The Marathas did not reject innovation; they revived tradition and adapted it to contemporary needs. They demonstrated that modern governance need not erase indigenous roots.

Decolonising the administrative mind begins by recognising that the grammar of institutional accountability in India has its own genealogy.

The revival of Mestak was not merely a fiscal correction; it was an act of cultural and intellectual reclamation.

By restoring the use of Modi script in official records, reinforcing Bharatiya administrative autonomy, and reintroducing Dharmashastric ethical frameworks into governance, the Marathas reinterpreted ancient norms for contemporary statecraft.

Strengthening institutions over personalities through a clear separation between office and individual; embedding ethical accountability within financial systems; teaching Arthashastra, Hemadri’s codifications, and Maratha administrative traditions alongside global frameworks; reviving archival literacy and indigenous scripts to rebuild institutional memory; and training civil servants in India’s own governance heritage to cultivate rooted confidence.

Decolonisation, therefore, is not symbolic assertion; it is systematic restoration. They did not romanticise the past; they operationalised it with institutional clarity. That very template offers a practical roadmap for contemporary Bharat.

The Way Forward: Re-anchoring Modernity

If the Marathas in the 17th and 18th centuries could restore ancient institutional systems under politically hostile and unstable conditions, there is no reason 21st-century India cannot reclaim intellectual sovereignty in an era defined by global interconnectedness. Their example reminds us that civilizational confidence does not emerge from isolation but from rootedness.

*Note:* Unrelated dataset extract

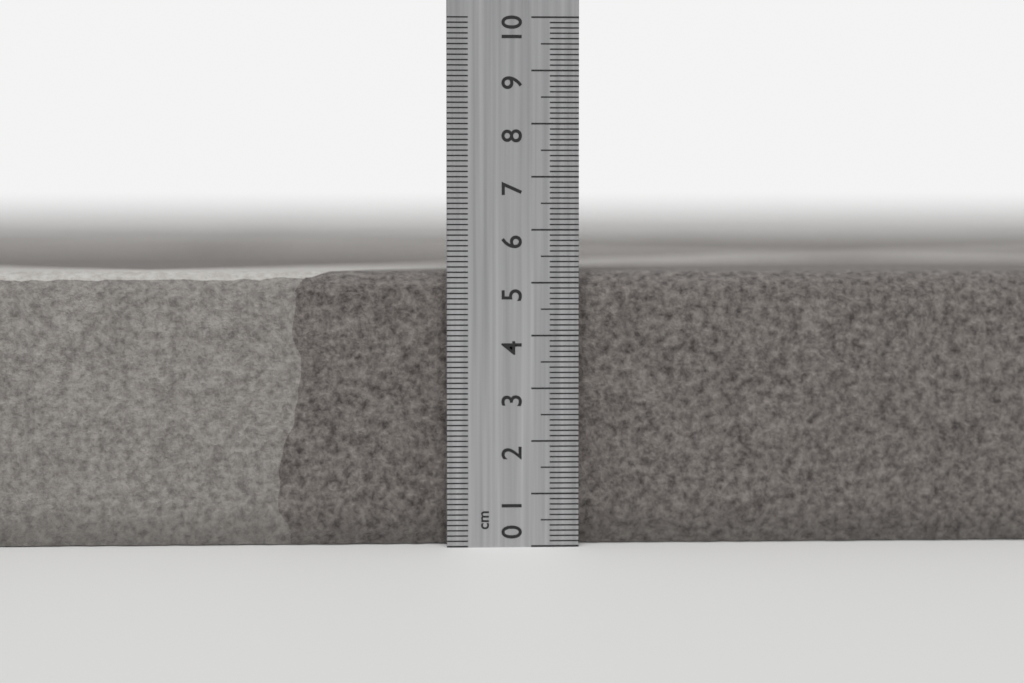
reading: 5.2 cm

Re-anchoring modernity does not mean rejecting IFRS, global accounting standards, or international regulatory frameworks. It means recognising that structured accounting, ethical treasury management, and the separation of ruler and state were embedded in our own traditions long before colonial mediation. Modern systems can be engaged with confidence when they are integrated into a civilizationally grounded foundation.

The quest, therefore, is not to romanticise the past; it is to stabilise the future by reconnecting it to its own lineage. 

The Marathas demonstrated that civilizational memory can be revived after disruption, that systems can be restored with discipline, that governance can be both ethical and indigenous, and that accounting can achieve technical precision without losing moral grounding.

In this light, Mestak becomes more than a manuscript tradition; it becomes a metaphor. It symbolises accountability rooted in ethics, discipline anchored in duty, institutional sovereignty beyond personalities, cultural self-assurance in administration, and revival after historical degradation. It represents the continuity of a civilization that refused to forget its own grammar of governance.

Decolonising Bharat, therefore, is not an abstract slogan. It is a structured, actionable process, sector by sector, institution by institution, discipline by discipline. True sovereignty lies not merely in territorial control but in systemic control: in the ability to measure honestly, record faithfully, audit rigorously, and govern according to civilizational values.

The path forward is clear and practical: reclaim the lineage, restore the systems, reinterpret the tradition, and  nstitutionalize integrity. That was the Maratha way. And it remains the pathway toward a confident, rooted, and future-ready Bharat.